Al Qaeda Renews Violent Duel with Fatah over Lebanese Palestinian Camp

Saturday, March 2003, Abu Mohammed Al Masri, or Farouq al-Masri was walking back to his store from regular prayers at the central mosque of the South Lebanese Ein Hilweh Palestinian camp when a parked white Mercedes exploded and killed him. A day later, in another country, al Qaeda’s operations chief Khalid Shaikh Mohammed was hauled out of bed in Karachi, Pakistan, and taken into US custody. Osama bin Laden’s organization lost two top operatives in two days.
“Al Masri” was quickly identified by Lebanese intelligence as Ahmed Mohammed Hamed Ali, a Palestinian from Nablus and undercover chief of al Qaeda forces in south Lebanon. He headed a group of Islamist fundamentalist Palestinians calling itself Esbat Al Ansar (League of Partisans) which had been fighting Fatah for control of the teeming Ein Hilweh camp (estimated population of 60,000).
Israeli and Jordanian intelligence verified his identity. The Jordanians had more than a passing acquaintance with “Al Masri,” alleging he was the ringleader of an al Qaeda cell assigned in Christmas 1999 with attacking Christian places of pilgrimage on the Jordan River, among them the traditional site of John’s first baptism east of Jericho on the Israeli border. This confirmed that al Qaeda had recruited Palestinian terrorist elements in Lebanon, such as “Al Masri,” who took up residence in Ain Hilwa in 1997, for this pre-millennium strike in Jordan.
In 2001, the Bush administration listed Esbat Al Ansar as a terrorist group. By then, the fundamentalists had left a trail of mayhem – murdering Lebanese judges as well as each other, attacking Lebanese army checkpoints and troops, fighting bloody clashes with Lebanese troops and rival Fatah, blowing up stores in Sidon.
Al Masri’s murder was claimed by an unknown group calling itself Youth of the Armed Palestinian Struggle which charged him with responsibility for a string of lethal bomb blasts in the camp. “We decided to sever the head of the snake planted in the camp by aliens,” said their statement.
Lebanese and Palestinian authorities tried to pin the murder on the Israeli Mossad, claiming an Israeli reconnaissance aircraft had hovered overhead at the time and directed an electronic beam to detonate the bomb car. But then, the episode appears to have died down.
But not, according to debkafile‘s counter-terror sources, for al Qaeda.
Some 20 months later, on January 15, 2005, an unusual al Qaeda communique appeared on various jihadist websites asserting that an exhaustive probe conducted into the murder of “our brother Muhammed Al Masri” had elicited ironclad proof of an assassination conspiracy by Lebanese domestic security service and the Fatah’s Ein Hilweh command. The former was said to have provided the bomb vehicle, while Fatah smuggled it into the camp and parked it along al Masri’s route from mosque to store, detonating it by remote control.
Having assigned guilt, the al Qaeda statement added, “We warn Fatah-Lebanon that we intend very soon to avenge the blood of our brother Al Masri. This warning is addressed to the entire Fatah command and leadership hierarchy in Lebanon – from the highest to the lowest commander.
debkafile‘s terrorism experts name the top Fatah commander in Lebanon as Sultan Abu Al Aynayn, who operates a command base in Ein Hilweh.
They note that the al Qaeda communique is unprecedented because of three ground-breaking features:
1. Osama bin Laden’s organization has never before publicly announced an inquiry into the death or capture of any of its people – and certainly not its findings.
2. Al Qaeda has never openly admitted to operating in Lebanon, nor was Al Masri ever named as one of its own. This was also the organization’s first claim of a foothold in a Palestinian refugee camp anywhere.
3. Al Qaeda has never before sworn to avenge the loss of any of its top men; nor threatened openly to liquidate the leaders of a fellow terrorist or Muslim organization.
The statement is therefore taken as a declaration of war by the global jihadist al Qaeda on the Palestinian Fatah for control of Ein Hilweh, a strategic location commanding South Lebanon’s Mediterranean coast. It was issued the day that the new Fatah leader Mahmoud Abbas was sworn in to take Arafat’s place in Ramallah. Abbas faces the challenge of asserting his leadership over all parts of the Fatah movement, from the outlawed factions in Lebanon to the violent Al Aqsa Martyrs (Suicide) Brigades and Tanzim arms rampant in the West Bank and Gaza Strip. Failure to do so will seriously undermine his authority and destabilize his regime.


• What to do: Keep only the lines that hold the string "JSON", filtering out the rest of the entries below.

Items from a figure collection
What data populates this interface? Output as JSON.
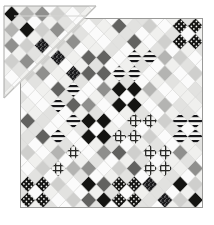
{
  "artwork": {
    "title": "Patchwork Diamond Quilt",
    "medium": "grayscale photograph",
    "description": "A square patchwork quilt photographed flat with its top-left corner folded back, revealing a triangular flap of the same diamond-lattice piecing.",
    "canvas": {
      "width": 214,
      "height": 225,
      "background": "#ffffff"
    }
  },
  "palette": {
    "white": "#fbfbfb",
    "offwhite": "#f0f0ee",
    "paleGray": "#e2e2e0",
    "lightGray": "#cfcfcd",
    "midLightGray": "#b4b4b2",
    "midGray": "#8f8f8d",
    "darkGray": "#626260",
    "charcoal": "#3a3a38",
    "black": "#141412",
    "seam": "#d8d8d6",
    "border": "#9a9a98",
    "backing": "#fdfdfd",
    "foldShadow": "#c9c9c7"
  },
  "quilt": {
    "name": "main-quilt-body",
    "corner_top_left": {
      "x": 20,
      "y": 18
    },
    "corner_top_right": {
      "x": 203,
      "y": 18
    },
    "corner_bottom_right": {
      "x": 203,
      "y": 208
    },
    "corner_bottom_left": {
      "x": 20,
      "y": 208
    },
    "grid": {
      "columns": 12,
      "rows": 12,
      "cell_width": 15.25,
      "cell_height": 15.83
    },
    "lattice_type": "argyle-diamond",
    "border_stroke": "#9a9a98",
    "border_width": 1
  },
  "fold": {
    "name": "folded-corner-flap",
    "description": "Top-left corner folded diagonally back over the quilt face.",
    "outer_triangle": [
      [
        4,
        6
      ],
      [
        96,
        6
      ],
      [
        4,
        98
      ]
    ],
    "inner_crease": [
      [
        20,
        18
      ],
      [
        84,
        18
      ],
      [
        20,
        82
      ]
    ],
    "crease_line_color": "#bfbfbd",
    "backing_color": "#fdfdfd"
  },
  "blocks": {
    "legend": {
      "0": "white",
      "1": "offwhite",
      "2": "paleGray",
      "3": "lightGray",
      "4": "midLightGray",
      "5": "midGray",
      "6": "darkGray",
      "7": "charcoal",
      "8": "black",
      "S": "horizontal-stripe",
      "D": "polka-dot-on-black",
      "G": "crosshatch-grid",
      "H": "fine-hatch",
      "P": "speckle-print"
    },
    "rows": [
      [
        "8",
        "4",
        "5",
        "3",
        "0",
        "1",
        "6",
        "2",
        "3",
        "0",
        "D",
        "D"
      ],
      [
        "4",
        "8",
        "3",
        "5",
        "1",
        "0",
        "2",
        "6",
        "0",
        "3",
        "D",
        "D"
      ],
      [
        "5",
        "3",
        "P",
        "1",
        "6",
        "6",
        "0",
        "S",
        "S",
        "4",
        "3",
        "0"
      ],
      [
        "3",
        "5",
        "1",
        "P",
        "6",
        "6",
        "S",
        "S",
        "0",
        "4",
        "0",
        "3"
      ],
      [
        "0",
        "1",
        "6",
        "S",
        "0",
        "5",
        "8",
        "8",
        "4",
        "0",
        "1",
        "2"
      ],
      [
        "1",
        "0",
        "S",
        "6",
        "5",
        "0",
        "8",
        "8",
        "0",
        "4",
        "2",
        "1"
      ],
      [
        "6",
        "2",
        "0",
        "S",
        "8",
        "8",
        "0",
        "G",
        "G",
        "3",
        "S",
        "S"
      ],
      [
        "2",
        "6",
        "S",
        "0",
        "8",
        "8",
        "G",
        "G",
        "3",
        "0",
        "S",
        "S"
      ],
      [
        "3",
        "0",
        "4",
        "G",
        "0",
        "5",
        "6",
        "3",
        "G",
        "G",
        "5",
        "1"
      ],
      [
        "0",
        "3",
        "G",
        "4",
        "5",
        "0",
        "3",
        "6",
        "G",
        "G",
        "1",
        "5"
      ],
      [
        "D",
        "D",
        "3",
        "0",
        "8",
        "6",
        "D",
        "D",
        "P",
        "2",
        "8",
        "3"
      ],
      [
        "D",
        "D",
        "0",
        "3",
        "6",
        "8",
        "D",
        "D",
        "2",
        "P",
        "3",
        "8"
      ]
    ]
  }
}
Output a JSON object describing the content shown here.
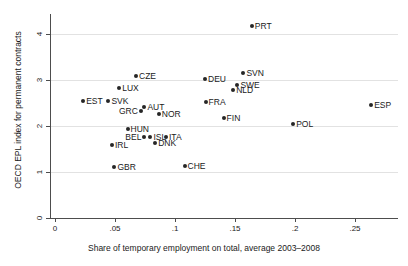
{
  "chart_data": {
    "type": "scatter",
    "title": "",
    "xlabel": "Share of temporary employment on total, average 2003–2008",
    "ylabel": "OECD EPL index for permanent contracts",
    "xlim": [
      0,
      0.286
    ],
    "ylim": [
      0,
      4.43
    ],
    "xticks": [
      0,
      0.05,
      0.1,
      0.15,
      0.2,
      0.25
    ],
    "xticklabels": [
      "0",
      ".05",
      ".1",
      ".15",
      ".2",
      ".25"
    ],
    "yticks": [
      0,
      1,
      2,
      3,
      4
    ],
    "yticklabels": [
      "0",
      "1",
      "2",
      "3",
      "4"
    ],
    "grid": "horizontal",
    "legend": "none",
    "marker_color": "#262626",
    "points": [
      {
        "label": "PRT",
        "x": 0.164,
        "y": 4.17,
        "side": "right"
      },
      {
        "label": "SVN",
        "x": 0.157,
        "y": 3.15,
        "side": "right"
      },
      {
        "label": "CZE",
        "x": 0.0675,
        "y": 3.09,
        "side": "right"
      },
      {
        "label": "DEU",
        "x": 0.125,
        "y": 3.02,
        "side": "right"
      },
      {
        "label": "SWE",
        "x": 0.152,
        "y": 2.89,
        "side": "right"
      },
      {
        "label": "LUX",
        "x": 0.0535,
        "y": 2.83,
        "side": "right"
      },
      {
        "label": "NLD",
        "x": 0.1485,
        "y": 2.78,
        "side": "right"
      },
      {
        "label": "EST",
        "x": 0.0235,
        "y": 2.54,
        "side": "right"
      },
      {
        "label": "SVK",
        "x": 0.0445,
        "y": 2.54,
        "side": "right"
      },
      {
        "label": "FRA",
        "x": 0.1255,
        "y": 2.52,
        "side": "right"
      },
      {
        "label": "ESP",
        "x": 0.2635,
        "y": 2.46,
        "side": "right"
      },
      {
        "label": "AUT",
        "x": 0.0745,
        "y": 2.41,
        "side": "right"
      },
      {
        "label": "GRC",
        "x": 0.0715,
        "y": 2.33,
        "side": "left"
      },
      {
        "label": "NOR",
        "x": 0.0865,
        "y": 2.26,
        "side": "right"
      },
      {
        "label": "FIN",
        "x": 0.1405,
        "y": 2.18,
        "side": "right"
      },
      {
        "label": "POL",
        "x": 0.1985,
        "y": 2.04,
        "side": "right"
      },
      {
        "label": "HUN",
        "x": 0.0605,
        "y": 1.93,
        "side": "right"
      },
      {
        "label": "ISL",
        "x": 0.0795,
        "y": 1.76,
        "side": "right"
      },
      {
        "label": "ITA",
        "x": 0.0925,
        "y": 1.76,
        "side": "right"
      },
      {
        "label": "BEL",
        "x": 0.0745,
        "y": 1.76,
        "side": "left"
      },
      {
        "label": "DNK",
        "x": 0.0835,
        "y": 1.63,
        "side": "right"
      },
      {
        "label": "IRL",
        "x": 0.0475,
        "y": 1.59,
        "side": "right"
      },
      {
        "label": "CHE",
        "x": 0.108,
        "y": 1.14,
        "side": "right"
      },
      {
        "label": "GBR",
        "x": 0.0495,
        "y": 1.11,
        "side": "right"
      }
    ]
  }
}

• Task response:
What data populates this interface? Output as JSON.
Output a JSON object describing the content shown here.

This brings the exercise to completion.